In Michel Wex’s Born to Kvetch, he defines a kvetch as a declaration of unhappiness that identifies the complaint. He goes on to write, “ Had Isaac Newton been struck by a potato kugel instead of an apple, the whole world would now know that for every basic kvetch there is an equal and opposite “counter kvetch”, a retaliation in kind provoked by the original complaint”. Their kvetching for meat gets the “counter kvetch” of way too much quail and for dessert they get a plague. As the adage goes, “May you get what you want and want what you get.” What are the best ways to deal with our kvetching? What are the best models for consequences that can be measured out kvetch to “counter kvetch”? As a parent I think about this all the time with my children. And at this stage of their lives most of this happens at the dining room table. One is eating like a Chazir, another is taking food of a siblings plate, and a third I cannot get to eat for the life of me. But who can complain on Shavuot, all of my kids were happy to have ice cream for dessert.

Clouds of Dust

In Behalotecha, this week’s Torah portion,  we read about the movement of the Pillar of Clouds and the sound of two silver trumpets. There we read:

And whenever the cloud was taken up from over the Tent, then after that the children of Israel journeyed; and in the place where the cloud abode, there the children of Israel encamped. ( Numbers 9:17)

The absence or presence of the cloud indicated that it was time to set up or break down the camp.

This Sunday starts another season of overnight Jewish camping across North America. Camp would be nothing without the campers.
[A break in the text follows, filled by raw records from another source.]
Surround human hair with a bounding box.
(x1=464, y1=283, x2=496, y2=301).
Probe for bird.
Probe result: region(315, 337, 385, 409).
As everyone in camping knows,  the foundation of camping is realizing that it is all about the campers. We train our staff to put the campers first. Camp is all about the campers’ health, safety, emotional well-being, happiness, and spirituality growth. And once we get our whole staff to understand this truth we can explain to them that it was a lie.  It is not only about the campers, it is also founded on the growth of the staff.

In security, safety, and sanctity of camp this summer campers will have the time of their lives. And in making this camp the staff will also be completely transformed. Just as the cloud of God prompted the creating the camp, buses all across North America will kick up clouds of dust bringing in the campers to start another great season of camping. Just like our Torah portion we will encamp. Holiness will reside in our camp communities. I am excited for another summer of security, safety, and sanctity.